Something a little more difficult

We tried a more difficult question, one that asked for information not directly in the text: "Was the boy in the story poor or middle class?" Two groups of students argued heatedly back and forth, quoting passages and citing page numbers. It was quite exciting. What I did find out is that my kids do not consider themselves poor, though 90-95% of them receive free or reduced lunch. It is clear from the story that the boy does not tell his mother he hates the jacket because he knows she cannot afford to buy another one, but the details that lead the reader to that conclusion were things my students experience daily such as wearing a jacket several years until it wears out. In the end they finally decided that he was probably somewhere in-between poor and middle class.

We read another story, "Eleven" by Sandra Cisneros, and repeated the question chart activity. This time the kids whipped through the assignment quickly and with great ease. Something had clicked.

"Eleven" is a story about a girl who, while at school on her eleventh birthday, is told by the teacher that an old red sweater, "that smells like cottage cheese," left in the coatroom is hers. It has many similarities to "The Jacket" in that both characters are the same age, have to deal with clothing issues, and handle their situations in nearly identical ways. I assigned the kids the task of creating a Venn diagram to compare the two main characters, Gary and Rachel. They were required to give the proof from the stories after each similarity or difference. I fully expected them to do well.

Ha.

It seems that because they were writing in circles, not the boxes of the question chart, they thought "proof" was something different than the day before. Brows furrowed, pencils were slammed down, and several someones tried to resurrect Mr. I. Can't from his grave. Again, the next day, I had to go back and explain that what they had written in the tiny little boxes of the question chart for proof was exactly the same thing I was asking them to do in the Venn diagram. We did some samples on the board, and again, "Oh! So you want us to write the actual words from the text!"

Sixth graders.

The real point I am getting at -- beyond the obvious need to carefully monitor students' comprehension of concepts -- is that I had not intended to go down this road. What started out as a series of lessons to practice questioning turned into a unit as thick as my mother's bean soup two or three days after she has made it.
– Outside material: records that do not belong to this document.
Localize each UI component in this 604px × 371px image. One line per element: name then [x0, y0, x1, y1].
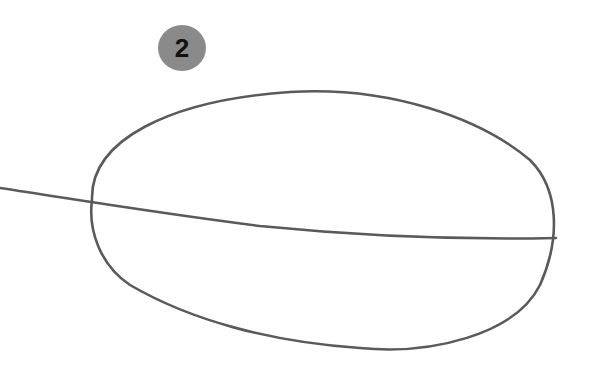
crossing-line	[0, 188, 556, 239]
oval-shape	[91, 91, 554, 349]
sketch-drawing	[0, 0, 604, 371]
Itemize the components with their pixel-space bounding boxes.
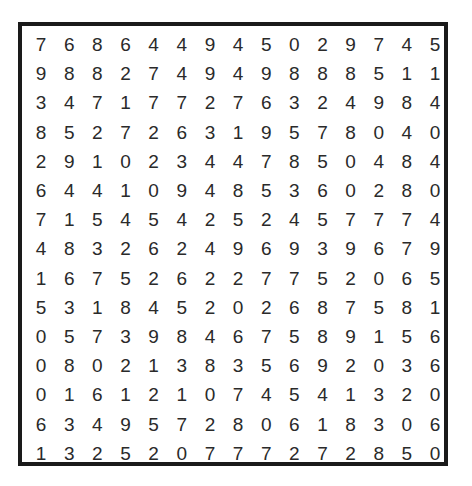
grid-cell: 4: [27, 234, 55, 263]
grid-cell: 0: [224, 293, 252, 322]
grid-cell: 3: [280, 176, 308, 205]
grid-cell: 2: [140, 439, 168, 468]
grid-cell: 7: [224, 380, 252, 409]
grid-cell: 5: [365, 59, 393, 88]
grid-cell: 6: [55, 30, 83, 59]
grid-cell: 3: [111, 322, 139, 351]
grid-cell: 6: [55, 264, 83, 293]
grid-cell: 6: [140, 234, 168, 263]
grid-cell: 6: [168, 118, 196, 147]
grid-cell: 5: [393, 322, 421, 351]
grid-cell: 6: [308, 176, 336, 205]
grid-cell: 9: [337, 322, 365, 351]
grid-cell: 4: [196, 147, 224, 176]
grid-row: 080213835692036: [27, 351, 449, 380]
grid-cell: 6: [27, 176, 55, 205]
grid-cell: 1: [27, 439, 55, 468]
grid-cell: 7: [168, 88, 196, 117]
grid-cell: 2: [393, 380, 421, 409]
grid-cell: 0: [365, 351, 393, 380]
grid-cell: 8: [280, 147, 308, 176]
grid-cell: 8: [55, 234, 83, 263]
grid-cell: 6: [111, 30, 139, 59]
grid-cell: 4: [365, 147, 393, 176]
grid-cell: 1: [83, 293, 111, 322]
grid-row: 634957280618306: [27, 409, 449, 438]
grid-cell: 0: [83, 351, 111, 380]
grid-cell: 7: [140, 59, 168, 88]
grid-cell: 1: [308, 410, 336, 439]
grid-cell: 3: [365, 410, 393, 439]
grid-cell: 5: [280, 118, 308, 147]
grid-cell: 2: [280, 439, 308, 468]
grid-cell: 4: [55, 88, 83, 117]
grid-cell: 1: [224, 118, 252, 147]
grid-cell: 3: [55, 439, 83, 468]
grid-cell: 7: [308, 118, 336, 147]
grid-cell: 4: [83, 410, 111, 439]
grid-cell: 1: [365, 322, 393, 351]
grid-cell: 8: [337, 410, 365, 439]
grid-row: 167526227752065: [27, 264, 449, 293]
grid-cell: 2: [111, 351, 139, 380]
grid-cell: 4: [196, 176, 224, 205]
grid-cell: 1: [421, 59, 449, 88]
grid-cell: 4: [421, 88, 449, 117]
grid-cell: 2: [196, 293, 224, 322]
grid-cell: 1: [111, 380, 139, 409]
grid-cell: 9: [308, 351, 336, 380]
grid-cell: 7: [83, 264, 111, 293]
grid-cell: 4: [421, 147, 449, 176]
grid-cell: 0: [421, 176, 449, 205]
grid-cell: 7: [27, 205, 55, 234]
grid-cell: 8: [393, 176, 421, 205]
grid-cell: 7: [252, 147, 280, 176]
grid-cell: 7: [168, 410, 196, 439]
grid-cell: 9: [252, 59, 280, 88]
grid-cell: 8: [337, 59, 365, 88]
grid-cell: 9: [337, 234, 365, 263]
grid-cell: 7: [393, 205, 421, 234]
grid-cell: 4: [111, 205, 139, 234]
grid-row: 291023447850484: [27, 147, 449, 176]
grid-cell: 5: [252, 176, 280, 205]
grid-cell: 9: [365, 88, 393, 117]
grid-cell: 7: [252, 439, 280, 468]
grid-cell: 8: [55, 351, 83, 380]
grid-cell: 9: [337, 30, 365, 59]
grid-cell: 2: [252, 205, 280, 234]
grid-cell: 3: [168, 351, 196, 380]
grid-cell: 6: [365, 234, 393, 263]
grid-cell: 0: [27, 380, 55, 409]
grid-cell: 2: [337, 439, 365, 468]
grid-cell: 2: [27, 147, 55, 176]
grid-cell: 0: [365, 118, 393, 147]
grid-cell: 7: [308, 439, 336, 468]
grid-row: 483262496939679: [27, 234, 449, 263]
grid-cell: 2: [196, 264, 224, 293]
grid-cell: 1: [27, 264, 55, 293]
grid-cell: 7: [365, 205, 393, 234]
grid-cell: 6: [280, 351, 308, 380]
grid-cell: 1: [55, 205, 83, 234]
grid-cell: 2: [83, 439, 111, 468]
grid-row: 016121074541320: [27, 380, 449, 409]
grid-cell: 4: [83, 176, 111, 205]
grid-cell: 8: [393, 293, 421, 322]
grid-cell: 7: [224, 88, 252, 117]
grid-cell: 7: [252, 322, 280, 351]
grid-cell: 9: [27, 59, 55, 88]
grid-cell: 7: [280, 264, 308, 293]
grid-cell: 7: [140, 88, 168, 117]
grid-cell: 8: [280, 59, 308, 88]
grid-cell: 4: [196, 234, 224, 263]
grid-cell: 7: [196, 439, 224, 468]
grid-cell: 4: [168, 30, 196, 59]
grid-cell: 0: [27, 351, 55, 380]
grid-cell: 7: [111, 118, 139, 147]
grid-cell: 7: [224, 439, 252, 468]
grid-cell: 3: [224, 351, 252, 380]
grid-cell: 0: [252, 410, 280, 439]
grid-cell: 8: [168, 322, 196, 351]
grid-cell: 0: [337, 176, 365, 205]
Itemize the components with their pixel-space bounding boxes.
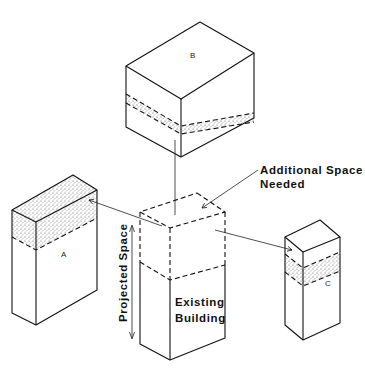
existing-building-label-line2: Building [175, 312, 226, 324]
additional-space-label-line1: Additional Space [260, 164, 363, 176]
building-expansion-diagram: B A Existing Building C [0, 0, 365, 371]
box-a-label: A [61, 250, 67, 259]
box-b: B [126, 22, 254, 157]
additional-space-label-line2: Needed [260, 178, 305, 190]
additional-space-annotation: Additional Space Needed [202, 164, 363, 208]
existing-building-label-line1: Existing [175, 296, 225, 308]
connector-a [89, 200, 162, 226]
projected-space-label: Projected Space [117, 224, 129, 322]
connector-c [215, 230, 292, 250]
existing-building: Existing Building [140, 193, 226, 360]
projected-space-annotation: Projected Space [117, 224, 135, 339]
box-a: A [12, 175, 97, 325]
box-c-label: C [325, 279, 331, 288]
box-c: C [285, 220, 340, 340]
box-b-label: B [190, 51, 195, 60]
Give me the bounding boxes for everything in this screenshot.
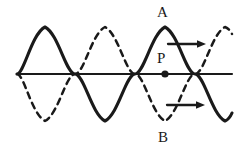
crest-label-a: A [157, 5, 168, 20]
point-p-marker-dot [161, 70, 168, 77]
wave-figure: A P B [0, 0, 245, 160]
trough-label-b: B [158, 130, 168, 145]
upper-propagation-arrow [168, 40, 206, 47]
lower-propagation-arrow [167, 101, 205, 108]
wave-diagram-svg [0, 0, 245, 160]
point-label-p: P [157, 51, 165, 66]
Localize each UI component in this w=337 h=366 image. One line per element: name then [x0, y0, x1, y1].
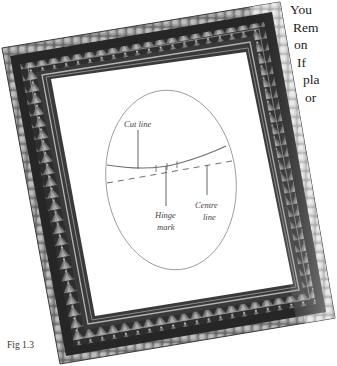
body-line: pla — [303, 71, 337, 89]
body-line: You — [290, 1, 337, 19]
label-hinge-mark-2: mark — [157, 222, 175, 232]
label-centre-line-1: Centre — [195, 200, 218, 210]
body-text-fragment: You Rem on If pla or — [290, 1, 337, 107]
body-line: or — [305, 89, 337, 107]
body-line: If — [297, 54, 337, 72]
body-line: on — [294, 36, 337, 54]
picture-frame-illustration: Cut line Hinge mark Centre line — [0, 0, 337, 366]
page: Cut line Hinge mark Centre line You Rem … — [0, 0, 337, 366]
label-cut-line: Cut line — [124, 119, 151, 129]
label-hinge-mark-1: Hinge — [154, 210, 176, 220]
label-centre-line-2: line — [203, 212, 216, 222]
body-line: Rem — [293, 19, 337, 37]
figure-caption: Fig 1.3 — [7, 340, 34, 350]
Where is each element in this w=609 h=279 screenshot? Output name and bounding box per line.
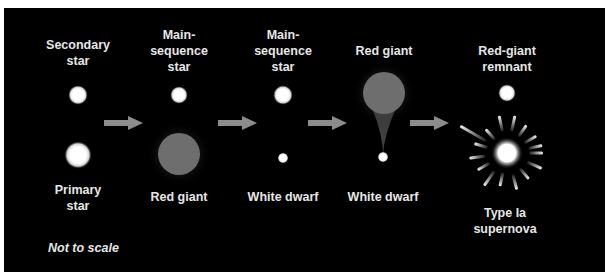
stage-5-bottom-label: Type Ia supernova (473, 205, 536, 237)
red-giant-icon (352, 61, 416, 155)
stage-2-bottom-label: Red giant (151, 189, 208, 205)
stage-1-bottom-label: Primary star (55, 182, 102, 214)
supernova-icon (459, 116, 543, 191)
secondary-star-icon (68, 85, 88, 105)
stage-4-bottom-label: White dwarf (348, 189, 419, 205)
arrow-icon (218, 116, 257, 130)
main-sequence-star-icon (273, 85, 293, 105)
stage-3-bottom-label: White dwarf (248, 189, 319, 205)
red-giant-icon (147, 122, 211, 186)
white-dwarf-icon (278, 153, 289, 164)
stage-4-top-label: Red giant (356, 43, 413, 59)
stage-3-top-label: Main- sequence star (254, 27, 312, 75)
red-giant-remnant-icon (498, 84, 516, 102)
arrow-icon (104, 116, 143, 130)
arrow-icon (410, 116, 449, 130)
stage-2-top-label: Main- sequence star (150, 27, 208, 75)
stage-1-top-label: Secondary star (46, 37, 110, 69)
primary-star-icon (64, 141, 92, 169)
stage-5-top-label: Red-giant remnant (478, 43, 536, 75)
main-sequence-star-icon (170, 86, 188, 104)
arrow-icon (308, 116, 347, 130)
white-dwarf-icon (378, 152, 389, 163)
scale-note: Not to scale (48, 240, 119, 256)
The kids not only learned a lot about what makes a good question (they complained about each others' questions and commented about good ones), but they also learned how to justify their answers, explain their thinking, read for and locate details, and use quotations. All by the happy accident of my colleague telling me about her students' difficulties and my choice to follow down that path.

I am planning many more activities around this concept, because it is an extremely important skill for them to develop. I figure that if I continue to present it to them in different ways for different purposes, fine-tuning and adding new elements along the way, they will own the learning permanently.

After all, isn't that the true goal of education?